Unsurprisingly, the placebo patients did best. Mind you, the conventional treatment involved bloodletting, in which the doctors retained a dubious faith.

Separately, Dr Nicholas Christakis, professor of medical sociology at Harvard Medical School, wrote a thoughtful piece in how we judge whether drugs work or not. The US medic argues that to say a drug works on the basis of clinical trial is "naive simplification".

"(A) problem that has received far less attention is that when patients say a drug 'works', they typically mean something quite different from what doctors mean. Patients mean that most people respond to the drug. This, however, is rarely the case."

Prof Christakis's thesis is that most prescribed drugs have no effect in most patients. He suggests we look at the issue from the perspective of how often placebo "works".

"Imagine that a drug worked 20 per cent of the time in a trial, compared with 5-10 per cent for a placebo. This is the case for drugs ranging from anti-hypertensives to cancer chemotherapy. Such a difference in a [drug] trial corresponds to an enormous effect.

"However, most patients taking such drugs would not benefit - they would hardly think that the drug 'worked'."

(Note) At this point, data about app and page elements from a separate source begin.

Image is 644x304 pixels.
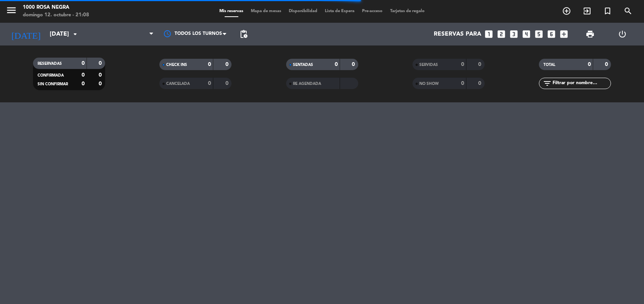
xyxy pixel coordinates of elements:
[543,79,552,88] i: filter_list
[358,9,386,13] span: Pre-acceso
[546,29,556,39] i: looks_6
[562,7,571,15] i: add_circle_outline
[70,29,80,39] i: arrow_drop_down
[623,7,633,15] i: search
[23,4,89,11] div: 1000 Rosa Negra
[461,62,464,67] strong: 0
[166,63,187,67] span: CHECK INS
[81,73,85,78] strong: 0
[521,29,531,39] i: looks_4
[99,61,103,66] strong: 0
[335,62,338,67] strong: 0
[37,62,62,66] span: RESERVADAS
[208,62,211,67] strong: 0
[606,23,638,45] div: LOG OUT
[478,62,482,67] strong: 0
[225,81,230,86] strong: 0
[99,81,103,87] strong: 0
[6,4,17,18] button: menu
[6,4,17,16] i: menu
[588,62,591,67] strong: 0
[543,63,555,67] span: TOTAL
[293,63,313,67] span: SENTADAS
[225,62,230,67] strong: 0
[534,29,544,39] i: looks_5
[582,7,592,15] i: exit_to_app
[496,29,506,39] i: looks_two
[6,26,46,43] i: [DATE]
[285,9,321,13] span: Disponibilidad
[585,29,595,39] span: print
[605,62,609,67] strong: 0
[552,79,611,88] input: Filtrar por nombre...
[23,11,89,19] div: domingo 12. octubre - 21:08
[37,73,64,77] span: CONFIRMADA
[509,29,519,39] i: looks_3
[247,9,285,13] span: Mapa de mesas
[484,29,493,39] i: looks_one
[81,61,85,66] strong: 0
[419,82,438,86] span: NO SHOW
[386,9,428,13] span: Tarjetas de regalo
[208,81,211,86] strong: 0
[37,82,68,86] span: SIN CONFIRMAR
[293,82,321,86] span: RE AGENDADA
[216,9,247,13] span: Mis reservas
[352,62,356,67] strong: 0
[618,29,627,39] i: power_settings_new
[419,63,438,67] span: SERVIDAS
[603,7,612,15] i: turned_in_not
[239,29,248,39] span: pending_actions
[81,81,85,87] strong: 0
[166,82,190,86] span: CANCELADA
[559,29,569,39] i: add_box
[434,31,481,38] span: Reservas para
[321,9,358,13] span: Lista de Espera
[461,81,464,86] strong: 0
[99,73,103,78] strong: 0
[478,81,482,86] strong: 0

The professor quickly adds that this is not to say that drugs evaluated in randomised control trials do not work. They do.

But he reckons both patients and doctors should be vigilant about the possibility that the drug may have no effect in any one person and be ready to consider the need to switch or stop taking the drug. Christakis argues we need protocols to assess a patient's response as part of the formal evaluation of new drugs.

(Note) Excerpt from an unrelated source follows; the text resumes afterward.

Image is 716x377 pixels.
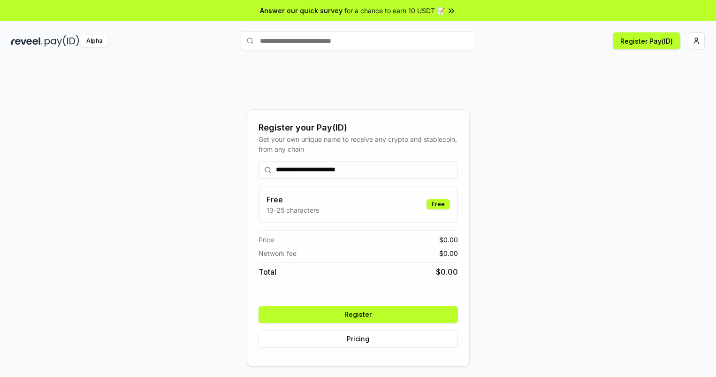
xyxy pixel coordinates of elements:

"Just because drugs work in trials does not mean they will work in our patients. In fact, we can often expect that they will not work at all," he concludes.

And so to the placebo scenario, which went like this:

You have been suffering with widespread muscle aches for some months. All medical tests are normal. Your doctor offers to prescribe a sugar pill, which he says has worked for patients with similar symptoms.

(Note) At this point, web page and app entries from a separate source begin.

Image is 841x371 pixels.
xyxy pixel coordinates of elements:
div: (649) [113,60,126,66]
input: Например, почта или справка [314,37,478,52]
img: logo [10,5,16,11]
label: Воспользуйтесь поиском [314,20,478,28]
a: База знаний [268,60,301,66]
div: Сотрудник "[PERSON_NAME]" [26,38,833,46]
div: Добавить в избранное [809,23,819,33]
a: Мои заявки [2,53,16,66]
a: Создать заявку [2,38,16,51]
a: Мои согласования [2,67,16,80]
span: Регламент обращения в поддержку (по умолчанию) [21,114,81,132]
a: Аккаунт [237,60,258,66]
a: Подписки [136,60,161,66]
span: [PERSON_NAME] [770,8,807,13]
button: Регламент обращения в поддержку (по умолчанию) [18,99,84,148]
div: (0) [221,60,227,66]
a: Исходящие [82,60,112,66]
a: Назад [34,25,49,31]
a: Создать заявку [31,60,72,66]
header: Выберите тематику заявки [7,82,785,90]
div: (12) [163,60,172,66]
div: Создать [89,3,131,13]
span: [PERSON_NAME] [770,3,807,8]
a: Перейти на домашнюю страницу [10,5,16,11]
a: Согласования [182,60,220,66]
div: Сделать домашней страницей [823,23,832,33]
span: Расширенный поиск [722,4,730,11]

1. Would you agree to his proposal?

2. Would you consider his approach unethical?

3. Would you respond differently if the placebo contained an active ingredient such as a vitamin?

Most readers said they would accept the sugar pill prescription. One observed she would prefer to be "lied to" even though this would pose ethical problems. The majority of respondents did not think prescribing a placebo could be considered unethical. "I'd be okay with receiving a sugar pill or saline injection without knowing they were inert, if the doctor has a sound basis for believing they would help," wrote another.

The option of a vitamin placebo was more controversial. Some preferred it to the inert version, while others who were happy to take a sugar pill would not take a vitamin one.

"Even though I don't think vitamin pills are overly useful . . . the thought that 'vitamins are good' would probably still be lurking in the back of my mind, meaning that it might help if I knew that the alternative was a sugar pill," was one interesting comment.

Inevitably, some of you were having none of it, as this response illustrates: "To me a placebo is tricking the mind; therefore none of these questions would make any sense." Touché. I appreciate the forthright response.